Henri-Georges Clouzot (1955)
Based on the novel Celle qui n’était plus by Pierre Boileau and Thomas Narcejac (who also did the screenplay), Les diaboliques is the story of how the wife and mistress of the headmaster of a private school in Paris join forces to murder him and dispose of his body. He disappears more than expected – he fails to turn up as a corpse where and when he should – and the women, especially the valetudinarian widow, become more and more edgy and guilty. The denouement reminds us why their partnership seemed such an inherently improbable one at the start of the picture, before Clouzot took us in. This is a famously suspenseful and frightening film but its macabre highlights didn’t do much for me. Both as a headmaster and a husband, Michel Delasalle is a mean-spirited tyrant. It’s hard to feel that the women, in bumping him off, have done anything wrong. But neither of them is likeable either, so we’re hardly anxious for them not to be found out. Delasalle’s unpleasantness doesn’t seem to be modified when he makes his surprise comeback in the film’s closing stages.
Simone Signoret gives a fine performance as the mistress, impatient, poker-faced Nicole. When she seems shut off from Christina, the wife, we accept this as part of Nicole’s skilled dissimulation to throw the others in the school off the scent. It makes perfect sense when we eventually discover that the mistress’s cool deadpan has a dual purpose. When Christina has pegged out (she has a weak heart and has been gruellingly scared to death), the restored-to-life Delasalle and Nicole embrace. You might think this unlovable pair were made for each other but Paul Meurisse’s Delasalle is too charmless for their big moment to register as strongly as it should. Signoret suggests a passionate nature in reserve; Meurisse is such a cold fish that you struggle to believe that Delasalle would engage Nicole’s feelings. As Christina, Vera Clouzot, the director’s wife, is striking but her acting is relatively conventional – there’s no hint of ambiguity, or potential for Christina to be different from what she seems.
The introduction of the police detective in Les diaboliques is not unlike the first appearance of the private eye in Psycho, which I’d seen the previous evening. Martin Balsam’s Arbogast appears to be just hanging around Sam Loomis’s hardware store in Mayvale, Arizona; Charles Vanel’s Fichet is sitting about at the morgue where Christina Delasalle comes hoping to identify the body of her husband. Vanel gives the policeman an unassertively shrewd charm – Fichet’s rumpled quality and casually determined affability make it impossible not to experience him as an ancestor of Columbo. In the smaller roles, the casting and acting is a good example of what I think of as typical in quality French cinema of the 1940s and (most of) the 1950s: both as physical specimens and as performers, the actors – Jean Brochard as the school caretaker, Pierre Larquey as an elderly teacher, Michel Serrault (in a very early role) as a younger one – are believable but their playing is heightened in a way that seems to make them physically archetypal as well as theatrical presences.
Clouzot’s other films include Le corbeau (1943): he evidently had a gift for describing malign, sequestered communities. The arrogance of the schoolboys in Les diaboliques is muted by the fusty atmosphere of the place; the rituals of the dormitory and the washroom and dining room are well observed. The details of the revolting food on offer are hard to get out of your mind: the scene in which Delasalle forces the fragile Christina to swallow a piece of putrescent fish – he tells her with freezing scorn, as she nearly chokes on her food, that the whole school is watching her – is especially nasty. The algae on the swimming pool in which the women have dropped Delasalle’s body are also a powerfully viscous, almost sickening image of the spiritual rottenness at the heart of the film. Without guessing what would happen, I was sure there must be a twist in the tale in order for Les diaboliques not to be far too clinical for its own melodramatic good. That twist is clever and the whole piece is very accomplished but I didn’t like it. In spite of claims to the contrary in the BFI programme note, I thought the tone was flippant – or at least that there was a gloating edge to the director’s misanthropy (which brought to mind the Coen brothers). Because of the way he works the audience in Les diaboliques, it’s understandable for Clouzot to be compared with Hitchcock but you can feel the latter’s pleasure in being in charge. His amused authority is a lot more engaging than Clouzot’s pessimistic sense of superiority.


Your assignment =>
Restate the full listing word for word and leave the pictures out.

Record extracts =>
□ □ □ □ □ □ □

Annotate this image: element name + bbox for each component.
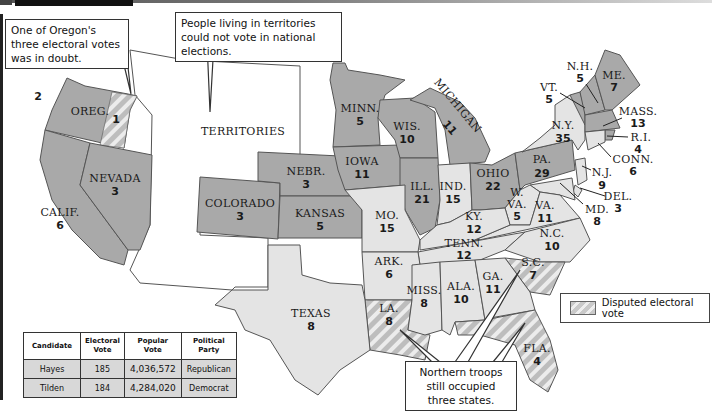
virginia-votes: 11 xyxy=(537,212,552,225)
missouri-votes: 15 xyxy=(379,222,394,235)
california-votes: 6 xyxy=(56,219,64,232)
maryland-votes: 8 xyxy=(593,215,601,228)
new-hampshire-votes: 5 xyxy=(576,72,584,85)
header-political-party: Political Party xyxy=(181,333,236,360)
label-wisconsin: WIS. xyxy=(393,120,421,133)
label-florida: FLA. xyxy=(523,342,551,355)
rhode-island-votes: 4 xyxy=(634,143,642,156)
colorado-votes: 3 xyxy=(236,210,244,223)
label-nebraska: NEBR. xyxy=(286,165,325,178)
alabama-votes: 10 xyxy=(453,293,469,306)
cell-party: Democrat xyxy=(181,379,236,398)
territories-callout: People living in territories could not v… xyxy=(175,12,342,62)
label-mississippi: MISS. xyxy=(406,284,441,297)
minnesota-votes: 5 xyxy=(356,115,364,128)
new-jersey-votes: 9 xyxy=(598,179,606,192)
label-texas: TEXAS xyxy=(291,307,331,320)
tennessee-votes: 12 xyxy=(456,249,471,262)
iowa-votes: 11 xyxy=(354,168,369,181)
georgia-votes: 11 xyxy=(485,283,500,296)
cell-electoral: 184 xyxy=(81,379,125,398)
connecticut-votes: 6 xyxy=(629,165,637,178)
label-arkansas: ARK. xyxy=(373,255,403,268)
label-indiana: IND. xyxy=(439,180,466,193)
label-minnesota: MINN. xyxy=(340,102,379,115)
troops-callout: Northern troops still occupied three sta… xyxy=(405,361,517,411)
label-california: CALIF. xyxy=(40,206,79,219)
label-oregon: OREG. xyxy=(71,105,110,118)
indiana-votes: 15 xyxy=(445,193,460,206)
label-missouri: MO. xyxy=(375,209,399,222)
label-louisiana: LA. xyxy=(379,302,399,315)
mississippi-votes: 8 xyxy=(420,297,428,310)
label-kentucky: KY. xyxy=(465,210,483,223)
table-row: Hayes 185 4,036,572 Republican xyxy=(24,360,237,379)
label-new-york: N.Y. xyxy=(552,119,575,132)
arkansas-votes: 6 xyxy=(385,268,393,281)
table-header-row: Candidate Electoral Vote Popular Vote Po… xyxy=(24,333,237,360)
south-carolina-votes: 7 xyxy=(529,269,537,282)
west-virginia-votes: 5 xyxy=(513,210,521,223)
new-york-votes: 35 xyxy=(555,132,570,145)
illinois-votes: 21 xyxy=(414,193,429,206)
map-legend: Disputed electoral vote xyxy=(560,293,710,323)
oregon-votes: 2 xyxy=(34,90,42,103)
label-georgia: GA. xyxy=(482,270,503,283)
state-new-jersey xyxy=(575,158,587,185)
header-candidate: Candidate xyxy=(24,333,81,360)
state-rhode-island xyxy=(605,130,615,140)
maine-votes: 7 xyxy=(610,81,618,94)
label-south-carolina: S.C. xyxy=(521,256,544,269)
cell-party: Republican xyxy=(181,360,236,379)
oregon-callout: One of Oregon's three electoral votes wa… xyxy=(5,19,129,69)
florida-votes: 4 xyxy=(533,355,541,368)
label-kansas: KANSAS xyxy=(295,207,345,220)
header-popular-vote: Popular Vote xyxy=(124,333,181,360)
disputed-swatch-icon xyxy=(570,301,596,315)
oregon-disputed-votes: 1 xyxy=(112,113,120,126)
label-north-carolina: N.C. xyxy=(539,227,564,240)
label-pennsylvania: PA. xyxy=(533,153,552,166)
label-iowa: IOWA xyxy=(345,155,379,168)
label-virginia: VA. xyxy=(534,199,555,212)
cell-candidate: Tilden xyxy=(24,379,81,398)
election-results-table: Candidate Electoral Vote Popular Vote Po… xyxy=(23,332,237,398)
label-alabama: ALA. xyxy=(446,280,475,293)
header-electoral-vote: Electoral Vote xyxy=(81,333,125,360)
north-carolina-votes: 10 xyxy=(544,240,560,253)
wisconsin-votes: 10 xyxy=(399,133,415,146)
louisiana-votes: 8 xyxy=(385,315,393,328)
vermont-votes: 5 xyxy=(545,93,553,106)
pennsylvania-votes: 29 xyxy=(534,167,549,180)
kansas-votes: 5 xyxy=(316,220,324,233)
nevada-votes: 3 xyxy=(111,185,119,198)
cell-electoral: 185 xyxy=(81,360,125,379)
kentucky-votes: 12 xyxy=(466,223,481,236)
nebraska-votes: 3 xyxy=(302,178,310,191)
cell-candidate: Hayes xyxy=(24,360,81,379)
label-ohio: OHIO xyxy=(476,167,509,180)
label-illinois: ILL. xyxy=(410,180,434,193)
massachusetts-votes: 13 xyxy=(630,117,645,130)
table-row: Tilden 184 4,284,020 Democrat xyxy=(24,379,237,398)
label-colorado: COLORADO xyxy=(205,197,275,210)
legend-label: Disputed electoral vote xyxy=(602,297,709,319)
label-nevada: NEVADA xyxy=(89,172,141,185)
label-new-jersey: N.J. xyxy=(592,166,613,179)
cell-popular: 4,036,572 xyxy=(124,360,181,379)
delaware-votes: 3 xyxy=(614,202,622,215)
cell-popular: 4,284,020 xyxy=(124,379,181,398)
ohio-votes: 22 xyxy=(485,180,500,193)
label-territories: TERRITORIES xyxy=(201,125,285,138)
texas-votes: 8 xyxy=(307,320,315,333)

□ □ □ □ □ □ □

Exercise output =>
Annotate this image: element name + bbox for each component.
virginia-votes: 11 xyxy=(537,212,552,225)
missouri-votes: 15 xyxy=(379,222,394,235)
california-votes: 6 xyxy=(56,219,64,232)
maryland-votes: 8 xyxy=(593,215,601,228)
new-hampshire-votes: 5 xyxy=(576,72,584,85)
header-political-party: Political Party xyxy=(181,333,236,360)
label-wisconsin: WIS. xyxy=(393,120,421,133)
label-florida: FLA. xyxy=(523,342,551,355)
rhode-island-votes: 4 xyxy=(634,143,642,156)
colorado-votes: 3 xyxy=(236,210,244,223)
label-nebraska: NEBR. xyxy=(286,165,325,178)
alabama-votes: 10 xyxy=(453,293,469,306)
cell-party: Democrat xyxy=(181,379,236,398)
territories-callout: People living in territories could not v… xyxy=(175,12,342,62)
label-mississippi: MISS. xyxy=(406,284,441,297)
minnesota-votes: 5 xyxy=(356,115,364,128)
new-jersey-votes: 9 xyxy=(598,179,606,192)
label-texas: TEXAS xyxy=(291,307,331,320)
tennessee-votes: 12 xyxy=(456,249,471,262)
iowa-votes: 11 xyxy=(354,168,369,181)
georgia-votes: 11 xyxy=(485,283,500,296)
cell-electoral: 184 xyxy=(81,379,125,398)
connecticut-votes: 6 xyxy=(629,165,637,178)
label-arkansas: ARK. xyxy=(373,255,403,268)
label-indiana: IND. xyxy=(439,180,466,193)
label-minnesota: MINN. xyxy=(340,102,379,115)
troops-callout: Northern troops still occupied three sta… xyxy=(405,361,517,411)
label-california: CALIF. xyxy=(40,206,79,219)
label-oregon: OREG. xyxy=(71,105,110,118)
indiana-votes: 15 xyxy=(445,193,460,206)
label-missouri: MO. xyxy=(375,209,399,222)
label-louisiana: LA. xyxy=(379,302,399,315)
mississippi-votes: 8 xyxy=(420,297,428,310)
label-kentucky: KY. xyxy=(465,210,483,223)
table-row: Hayes 185 4,036,572 Republican xyxy=(24,360,237,379)
label-new-york: N.Y. xyxy=(552,119,575,132)
arkansas-votes: 6 xyxy=(385,268,393,281)
table-header-row: Candidate Electoral Vote Popular Vote Po… xyxy=(24,333,237,360)
south-carolina-votes: 7 xyxy=(529,269,537,282)
west-virginia-votes: 5 xyxy=(513,210,521,223)
new-york-votes: 35 xyxy=(555,132,570,145)
illinois-votes: 21 xyxy=(414,193,429,206)
map-legend: Disputed electoral vote xyxy=(560,293,710,323)
oregon-votes: 2 xyxy=(34,90,42,103)
label-georgia: GA. xyxy=(482,270,503,283)
state-new-jersey xyxy=(575,158,587,185)
header-candidate: Candidate xyxy=(24,333,81,360)
state-rhode-island xyxy=(605,130,615,140)
maine-votes: 7 xyxy=(610,81,618,94)
label-south-carolina: S.C. xyxy=(521,256,544,269)
cell-party: Republican xyxy=(181,360,236,379)
oregon-callout: One of Oregon's three electoral votes wa… xyxy=(5,19,129,69)
florida-votes: 4 xyxy=(533,355,541,368)
label-kansas: KANSAS xyxy=(295,207,345,220)
header-popular-vote: Popular Vote xyxy=(124,333,181,360)
disputed-swatch-icon xyxy=(570,301,596,315)
oregon-disputed-votes: 1 xyxy=(112,113,120,126)
label-north-carolina: N.C. xyxy=(539,227,564,240)
label-pennsylvania: PA. xyxy=(533,153,552,166)
label-iowa: IOWA xyxy=(345,155,379,168)
label-virginia: VA. xyxy=(534,199,555,212)
cell-candidate: Tilden xyxy=(24,379,81,398)
election-results-table: Candidate Electoral Vote Popular Vote Po… xyxy=(23,332,237,398)
label-alabama: ALA. xyxy=(446,280,475,293)
header-electoral-vote: Electoral Vote xyxy=(81,333,125,360)
north-carolina-votes: 10 xyxy=(544,240,560,253)
wisconsin-votes: 10 xyxy=(399,133,415,146)
louisiana-votes: 8 xyxy=(385,315,393,328)
vermont-votes: 5 xyxy=(545,93,553,106)
pennsylvania-votes: 29 xyxy=(534,167,549,180)
kansas-votes: 5 xyxy=(316,220,324,233)
nevada-votes: 3 xyxy=(111,185,119,198)
cell-electoral: 185 xyxy=(81,360,125,379)
kentucky-votes: 12 xyxy=(466,223,481,236)
nebraska-votes: 3 xyxy=(302,178,310,191)
cell-candidate: Hayes xyxy=(24,360,81,379)
label-ohio: OHIO xyxy=(476,167,509,180)
label-illinois: ILL. xyxy=(410,180,434,193)
massachusetts-votes: 13 xyxy=(630,117,645,130)
table-row: Tilden 184 4,284,020 Democrat xyxy=(24,379,237,398)
label-colorado: COLORADO xyxy=(205,197,275,210)
legend-label: Disputed electoral vote xyxy=(602,297,709,319)
label-nevada: NEVADA xyxy=(89,172,141,185)
label-new-jersey: N.J. xyxy=(592,166,613,179)
cell-popular: 4,036,572 xyxy=(124,360,181,379)
delaware-votes: 3 xyxy=(614,202,622,215)
cell-popular: 4,284,020 xyxy=(124,379,181,398)
ohio-votes: 22 xyxy=(485,180,500,193)
label-territories: TERRITORIES xyxy=(201,125,285,138)
texas-votes: 8 xyxy=(307,320,315,333)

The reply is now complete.